• Wed. Jul 17th, 2024

Semester change could save students money

ByClarion Staff

Feb 13, 2012

Thirteen years into her tenure at Sinclair Community College, Allison Rhea, project director in the office for the semester transition, finds herself in charge of one of the biggest institutional transitions in the history of Sinclair.

This coming fall Sinclair will no longer offer classes in the quarter format, marking the end of the $1.8 million transition project. Ohio State University spent $12 million on a similar project, according to Rhea.

For Rhea, there is a touch of irony in this transition.

“I can’t tell you the exact date, but to the best of my knowledge, when the institution started, up until the early 1920s, Sinclair was a semester school,” Rhea said.

Switching back to semesters has been a multiyear process that began in December 2009 after the chancellor of the Ohio Board of Regents declared that all public institutions of higher education in Ohio would offer classes in semesters. The switch will make Ohio schools more consistent with national trends. Eighty percent of the universities and community colleges in the country are on semesters, Rhea said.

The $1.8 million Sinclair is spending on the transition is not only funding curriculum changes for the 202 degree programs offered, but is funding efforts to help students navigate the transition. At the heart of the program is My Academic Plan(MAP), which outlines courses a student needs to take currently on the quarter system and on the semester system to reach their degree goals.

“In some ways, the MAP is the documentation that we are telling you as an institution that this is what you have to do to get out of here at your goal and if you stick to this plan you will be fine. So, even if they know what they want to do, they need to go get it in writing,” Rhea said.

The transition will reduce the minimum amount of credit hours each degree requires. Under quarters, students must take a minimum of 90 credit hours. Under semesters, only 60 are required. Each credit hour will cost more, but the annual cost of full-time tuition will remain the same.

Fewer books will be required each year, so overall students should save money from the change.

“We made a pledge to students that said that this would not cost you more or take you longer to graduate,” Rhea said.

“If they haven’t made a MAP, I have no way of knowing what they were told to do.”

Academic advisors have the software to make MAPs so students need to talk to an academic advisor as soon as possible. Advisors also have access to the new curriculum that is not publicly available.

“The most important thing students can do is go talk to their advisors and make sure that they are making a MAP so that they have a plan for going from quarters to semesters and that they are sticking to that plan and then they won’t even know the difference once they are there,” Rhea said.

Rhea is hopeful that all of the work done in identifying the content each course contains benefits students’ in-class experience as well as how Sinclair runs as an organization.

“My goal in this has been that for that 1.8 million we wouldn’t just move to semesters. We have made vast improvements in the way we do things,” Rhea said.

“We are taking this opportunity to improve as much as we can. It is money well spent.”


◆ What to produce:
Answer with a single number: the count of lines below that hold "Default".

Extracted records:
* * * * * * *

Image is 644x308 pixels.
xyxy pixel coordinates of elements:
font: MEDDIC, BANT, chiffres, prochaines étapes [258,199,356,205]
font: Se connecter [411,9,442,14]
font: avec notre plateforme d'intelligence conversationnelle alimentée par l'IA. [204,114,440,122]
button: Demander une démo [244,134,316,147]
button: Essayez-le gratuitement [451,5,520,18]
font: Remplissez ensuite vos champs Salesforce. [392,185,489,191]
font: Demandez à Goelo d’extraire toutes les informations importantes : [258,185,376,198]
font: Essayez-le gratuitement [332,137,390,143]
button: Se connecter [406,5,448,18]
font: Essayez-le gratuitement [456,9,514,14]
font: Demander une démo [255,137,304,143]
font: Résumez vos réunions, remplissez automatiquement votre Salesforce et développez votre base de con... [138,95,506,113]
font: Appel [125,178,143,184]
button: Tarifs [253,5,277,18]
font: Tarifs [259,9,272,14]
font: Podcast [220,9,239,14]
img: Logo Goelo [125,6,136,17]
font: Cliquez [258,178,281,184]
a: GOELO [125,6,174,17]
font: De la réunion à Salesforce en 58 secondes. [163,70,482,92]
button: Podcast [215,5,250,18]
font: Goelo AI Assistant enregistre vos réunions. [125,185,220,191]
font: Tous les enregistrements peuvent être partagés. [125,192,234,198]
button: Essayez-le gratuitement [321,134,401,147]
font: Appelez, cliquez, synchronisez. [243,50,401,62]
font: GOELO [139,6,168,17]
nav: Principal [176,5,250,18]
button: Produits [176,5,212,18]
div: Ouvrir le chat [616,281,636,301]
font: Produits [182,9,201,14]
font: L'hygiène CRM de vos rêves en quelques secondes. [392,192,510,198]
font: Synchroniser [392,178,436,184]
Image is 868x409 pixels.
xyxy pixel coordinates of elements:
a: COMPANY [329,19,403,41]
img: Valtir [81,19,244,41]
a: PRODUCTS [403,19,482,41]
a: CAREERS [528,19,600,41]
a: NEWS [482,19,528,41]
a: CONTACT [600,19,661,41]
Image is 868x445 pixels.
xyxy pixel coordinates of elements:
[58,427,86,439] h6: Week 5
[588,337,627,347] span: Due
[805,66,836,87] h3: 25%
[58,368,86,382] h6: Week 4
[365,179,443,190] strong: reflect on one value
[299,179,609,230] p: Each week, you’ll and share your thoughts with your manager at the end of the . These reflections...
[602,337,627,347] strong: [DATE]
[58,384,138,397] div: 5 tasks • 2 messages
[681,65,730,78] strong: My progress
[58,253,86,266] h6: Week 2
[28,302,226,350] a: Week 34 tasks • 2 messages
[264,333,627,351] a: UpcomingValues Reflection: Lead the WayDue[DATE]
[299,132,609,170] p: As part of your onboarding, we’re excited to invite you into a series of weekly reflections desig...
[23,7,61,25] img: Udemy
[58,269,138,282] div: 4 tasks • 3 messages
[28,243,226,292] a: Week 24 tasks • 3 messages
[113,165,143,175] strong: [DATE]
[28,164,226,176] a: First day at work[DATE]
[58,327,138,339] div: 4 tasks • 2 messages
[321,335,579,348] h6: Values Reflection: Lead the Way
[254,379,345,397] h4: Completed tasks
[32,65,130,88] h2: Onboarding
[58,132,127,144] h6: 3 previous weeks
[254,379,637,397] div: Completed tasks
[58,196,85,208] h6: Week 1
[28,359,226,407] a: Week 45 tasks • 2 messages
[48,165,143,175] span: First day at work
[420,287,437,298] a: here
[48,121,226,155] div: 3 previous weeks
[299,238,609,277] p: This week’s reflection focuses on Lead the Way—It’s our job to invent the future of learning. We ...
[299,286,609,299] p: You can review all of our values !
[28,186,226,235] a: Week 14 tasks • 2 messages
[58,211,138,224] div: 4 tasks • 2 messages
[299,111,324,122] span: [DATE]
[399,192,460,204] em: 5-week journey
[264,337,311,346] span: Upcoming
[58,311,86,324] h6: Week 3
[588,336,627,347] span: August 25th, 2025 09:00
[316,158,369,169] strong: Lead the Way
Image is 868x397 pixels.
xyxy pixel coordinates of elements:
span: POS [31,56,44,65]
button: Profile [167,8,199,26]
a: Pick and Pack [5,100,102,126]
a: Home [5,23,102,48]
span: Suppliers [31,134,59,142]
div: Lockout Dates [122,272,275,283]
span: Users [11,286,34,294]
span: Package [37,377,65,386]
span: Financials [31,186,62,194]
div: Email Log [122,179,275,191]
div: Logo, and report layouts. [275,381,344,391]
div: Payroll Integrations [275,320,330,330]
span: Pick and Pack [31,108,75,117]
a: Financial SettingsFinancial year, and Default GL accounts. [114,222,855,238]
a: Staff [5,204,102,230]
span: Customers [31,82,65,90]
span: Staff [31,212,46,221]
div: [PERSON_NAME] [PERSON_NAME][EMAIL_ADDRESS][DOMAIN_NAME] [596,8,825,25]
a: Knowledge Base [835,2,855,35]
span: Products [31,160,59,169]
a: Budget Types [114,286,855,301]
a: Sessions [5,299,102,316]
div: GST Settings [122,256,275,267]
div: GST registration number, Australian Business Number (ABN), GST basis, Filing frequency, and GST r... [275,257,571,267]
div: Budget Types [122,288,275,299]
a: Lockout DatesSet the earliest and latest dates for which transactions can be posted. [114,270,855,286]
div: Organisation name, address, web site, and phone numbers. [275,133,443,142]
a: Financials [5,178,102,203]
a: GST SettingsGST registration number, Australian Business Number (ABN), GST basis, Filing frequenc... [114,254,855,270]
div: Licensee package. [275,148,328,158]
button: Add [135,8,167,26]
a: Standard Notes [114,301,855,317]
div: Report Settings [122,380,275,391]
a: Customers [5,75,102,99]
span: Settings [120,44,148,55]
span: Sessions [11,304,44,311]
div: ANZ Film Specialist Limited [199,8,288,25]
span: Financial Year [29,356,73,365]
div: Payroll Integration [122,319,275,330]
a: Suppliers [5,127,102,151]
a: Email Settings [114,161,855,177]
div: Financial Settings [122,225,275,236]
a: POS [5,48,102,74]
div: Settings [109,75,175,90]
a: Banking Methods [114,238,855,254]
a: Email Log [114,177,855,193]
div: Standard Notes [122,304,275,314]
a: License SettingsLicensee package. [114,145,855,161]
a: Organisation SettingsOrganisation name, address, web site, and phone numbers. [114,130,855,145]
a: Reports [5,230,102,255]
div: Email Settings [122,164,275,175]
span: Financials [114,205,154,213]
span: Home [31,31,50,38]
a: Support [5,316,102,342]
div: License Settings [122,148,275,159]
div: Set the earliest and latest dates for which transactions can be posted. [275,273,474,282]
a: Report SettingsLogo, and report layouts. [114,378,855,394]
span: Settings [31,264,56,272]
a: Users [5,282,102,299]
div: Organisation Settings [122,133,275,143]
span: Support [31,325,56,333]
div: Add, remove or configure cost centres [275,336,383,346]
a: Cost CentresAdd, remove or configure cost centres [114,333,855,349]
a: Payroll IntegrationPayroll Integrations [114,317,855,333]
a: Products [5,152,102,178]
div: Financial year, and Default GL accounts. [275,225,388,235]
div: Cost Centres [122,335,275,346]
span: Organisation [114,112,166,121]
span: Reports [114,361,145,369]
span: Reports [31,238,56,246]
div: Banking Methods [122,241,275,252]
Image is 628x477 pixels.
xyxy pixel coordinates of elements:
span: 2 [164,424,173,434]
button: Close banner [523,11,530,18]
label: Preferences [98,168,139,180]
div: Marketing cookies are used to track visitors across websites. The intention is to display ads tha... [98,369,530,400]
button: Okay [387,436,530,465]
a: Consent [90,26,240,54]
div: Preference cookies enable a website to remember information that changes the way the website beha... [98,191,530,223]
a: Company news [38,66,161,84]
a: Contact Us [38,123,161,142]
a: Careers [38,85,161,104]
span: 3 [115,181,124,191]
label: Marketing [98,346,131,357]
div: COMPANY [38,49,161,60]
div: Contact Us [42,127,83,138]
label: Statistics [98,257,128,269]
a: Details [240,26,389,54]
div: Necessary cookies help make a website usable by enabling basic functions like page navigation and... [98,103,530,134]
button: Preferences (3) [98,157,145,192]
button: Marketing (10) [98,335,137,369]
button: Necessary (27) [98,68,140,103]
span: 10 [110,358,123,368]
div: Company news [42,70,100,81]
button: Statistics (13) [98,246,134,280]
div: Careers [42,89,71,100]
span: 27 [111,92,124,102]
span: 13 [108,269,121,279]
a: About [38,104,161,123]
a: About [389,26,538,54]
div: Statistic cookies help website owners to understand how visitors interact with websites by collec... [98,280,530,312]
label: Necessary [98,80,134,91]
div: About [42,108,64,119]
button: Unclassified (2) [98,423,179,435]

* * * * * * *

◆ Answer section:
2